Disfluency: The Art of Making Things Difficult
Speech disfluencies are any of various breaks, irregularities, or utterances that are often not consistent with any specific grammatical construction and occur within the flow of otherwise fluent speech. These include, for example, words and sentences that are cut off mid-utterance, phrases that are restarted or repeated, repeated syllables, grunts or unrecognizable utterances occurring as “fillers”, and “repaired” utterances.
In short, disfluency is a break in an otherwise consistent grammatical flow and, as such, is not desirable.
But how about visual disfluency?
Visual disfluency is a break or interruption in a visual flow of elements. It is the accidental or intentional obfuscation of information, usually text, that can often inhibit legibility. Normally, for designers trained to create materials that aid clarity, disfluency would be considered undesirable. Typography, at its best, should be clean and simple so that the message, and not the form, is communicated. Making something less visible and more difficult to read would seem to be the antithesis of the designer’s job. But that is not true.
In a recent study at Princeton University, students were asked to recall facts from a text that they were given a few minutes before. For some subjects, the text was set in an easy-to-read font but for others, the text was set in fonts that were more challenging.
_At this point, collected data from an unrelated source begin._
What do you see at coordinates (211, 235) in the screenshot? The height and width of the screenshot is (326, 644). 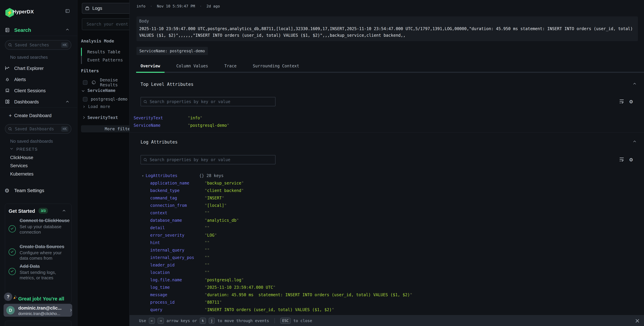 I see `attribute-value: LOG` at bounding box center [211, 235].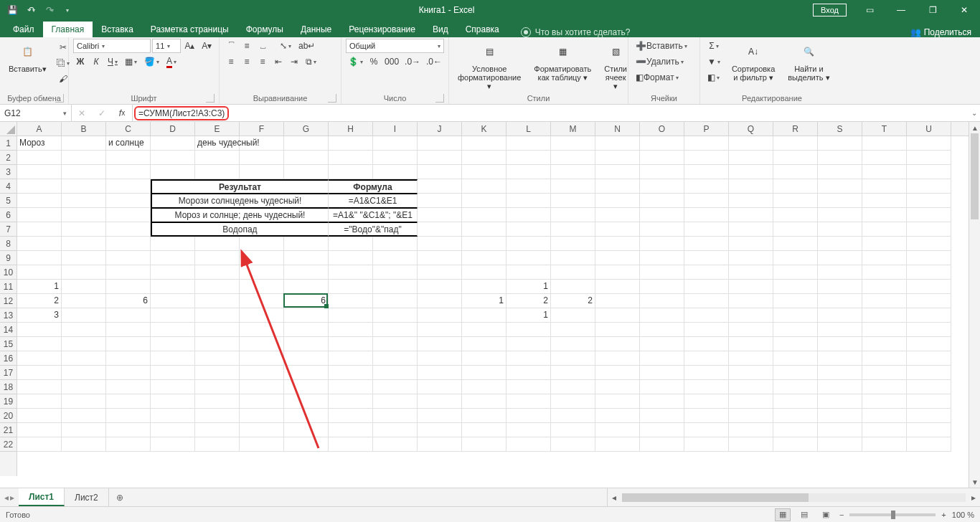 The image size is (980, 522). Describe the element at coordinates (974, 176) in the screenshot. I see `vscroll-thumb` at that location.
The results showed that the students had better retention of information from the text set in the difficult to read font. While further study will need to be done, the initial theory put forth is that the more challenging font slowed down reading so that students spent more time having to focus on each word as they read. The amount of time per word was a just an instant but proved that this instant lead to greater retention of information.
In other words, making the text harder to read (disfluency) made it easier to remember.